After the foundational years of music psychology, probably the historical
moment where these conditions became more visible was the 1980s, when the then
predominant cognitivist approach converged with the approach of music theory. A
common trait of both was their disregard for context and (in spite of music
psychology’s empirical claim) for actual music experiences: indeed, the listeners
studied by music psychologists very often corresponded to the “ideal listeners”
presupposed by music analysis. This happened to such an extent that, as Eric Clarke and
Nicholas Cook have convincingly criticized, music theory was transformed into a
“science of the mind”, confounding its aims with musical analysis. 31 The process

30
See his chapter “Psychologists and Musicians: Then and Now” in Diana Deutsch (ed.), The Psychology
of Music, 3rd ed., San Diego, CA, Academic Press, 2013, pp. 683-707.
31
See Eric F. Clarke, "Mind the Gap: Formal Structures and Psychological Processes in Music",
Contemporary Music Review, vol. 3, part 1 (issue editors: Eric Clarke and Simon Emmerson), London:
Harwood Academic Publishers, 1989, pp. 1-14; and Nicholas Cook, “Perception: A Perspective from
Music Theory”, in Aiello, Rita; Sloboda, John (eds.). Musical Perceptions. New York, Oxford University
Press, 1994, pp. 65-95. See also W. Jay Dowling and Dane L. Harwood, Music Cognition, Orlando,
Academic Press, 1986; Stephen McAdams, Music: A Science of the Mind?", Contemporary Music Review,
vol. 2, part 1 (issue editor: Stephen McAdams), London, Harwood Academic Publishers, 1987, pp. 1-61;

12
reached a climax with the publication, in 1983, of The Generative Theory of Tonal
Music, a work that presents musical theory as a branch of cognitive psychology,
explicitly taking in the interpretation of a virtual “expert listener”, and which apparently
provided music theory with a foundation so solid as Chomskian generative linguistics.32
Thus, within the cognitivist framework some of the topics most commonly associated
with music listening (or rather, with “music cognition”) were the recognition of music
qualities and structures, and the mental representation of musical works, sometimes
with a view to constructing computerized models. Yet, music psychologists dealt only
seldom with the listening of entire musical works, preferring instead to focus on
fragments and specific features, as pitch recognition or rhythm.

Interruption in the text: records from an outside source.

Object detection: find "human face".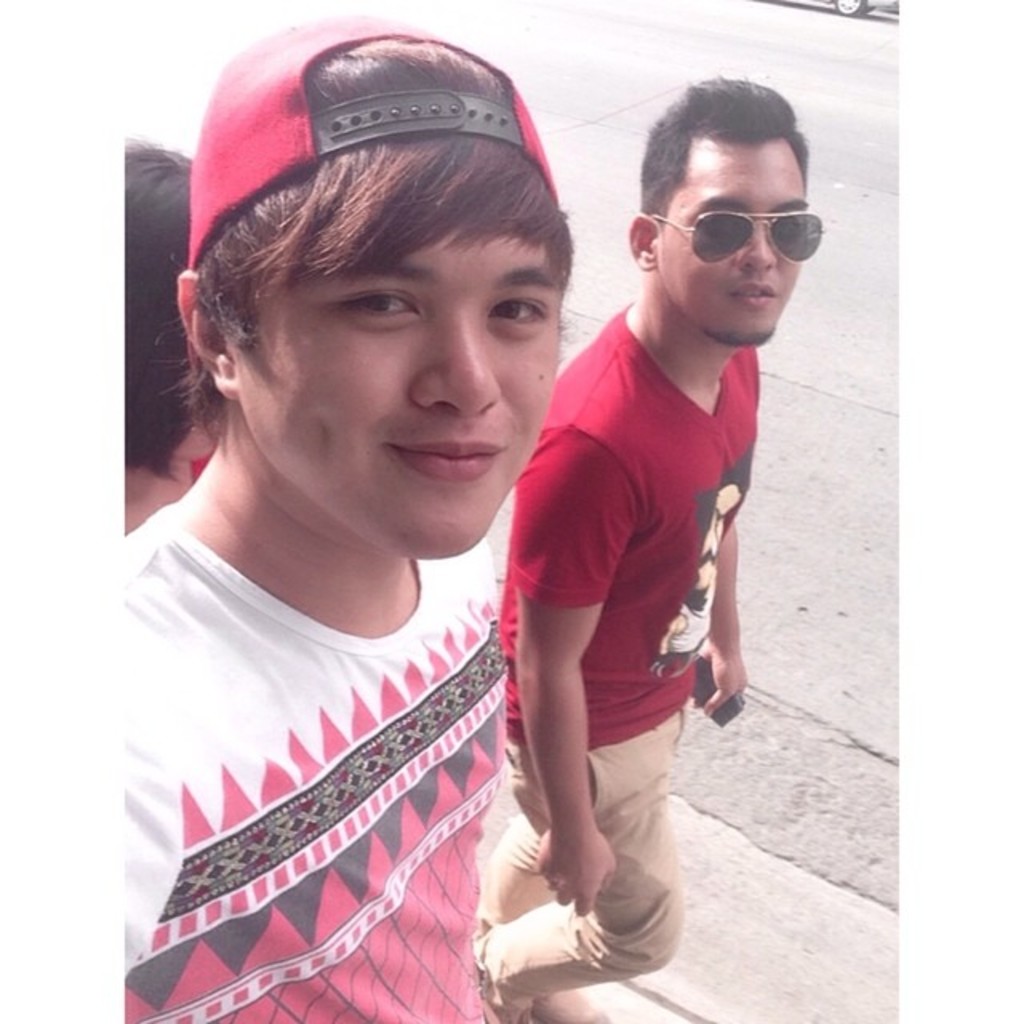
(240,216,555,555).
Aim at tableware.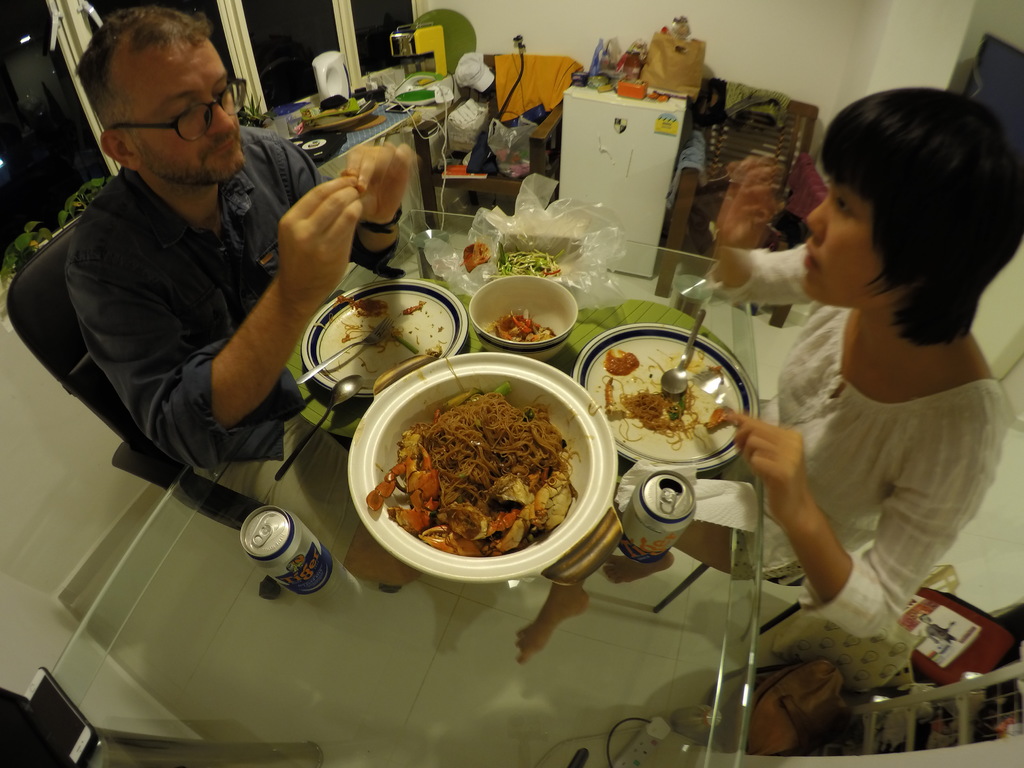
Aimed at (462,273,575,341).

Now let me go back to Sting and his experience at McGill’s psychological
laboratory. The kind of neurobiological research that is conducted there is certainly able
to bypass any reference to the musical score, though—as I have argued before—the
experimental situation is not so simple as it may seem. The way in which it is presented
in the documentary, and explained by Levitin, hides some obvious facts. Because, why
was Sting asked to participate in this experiment in the first place? Why is he called a
“master musician”? Probably because he has learnt a few things during a musical career
extending along decades—skills that have to do, probably, with playing in a band and
interacting with other musicians, with mastering chord sequences and musical tropi that
are only partially coincidental with those of classical music, with knowing how to sing
into a microphone or adjusting volume levels at the recording studio. Can we really
presuppose that these learning processes have not made his brain at least a little
different from that of, let’s say, Schubert or Cage?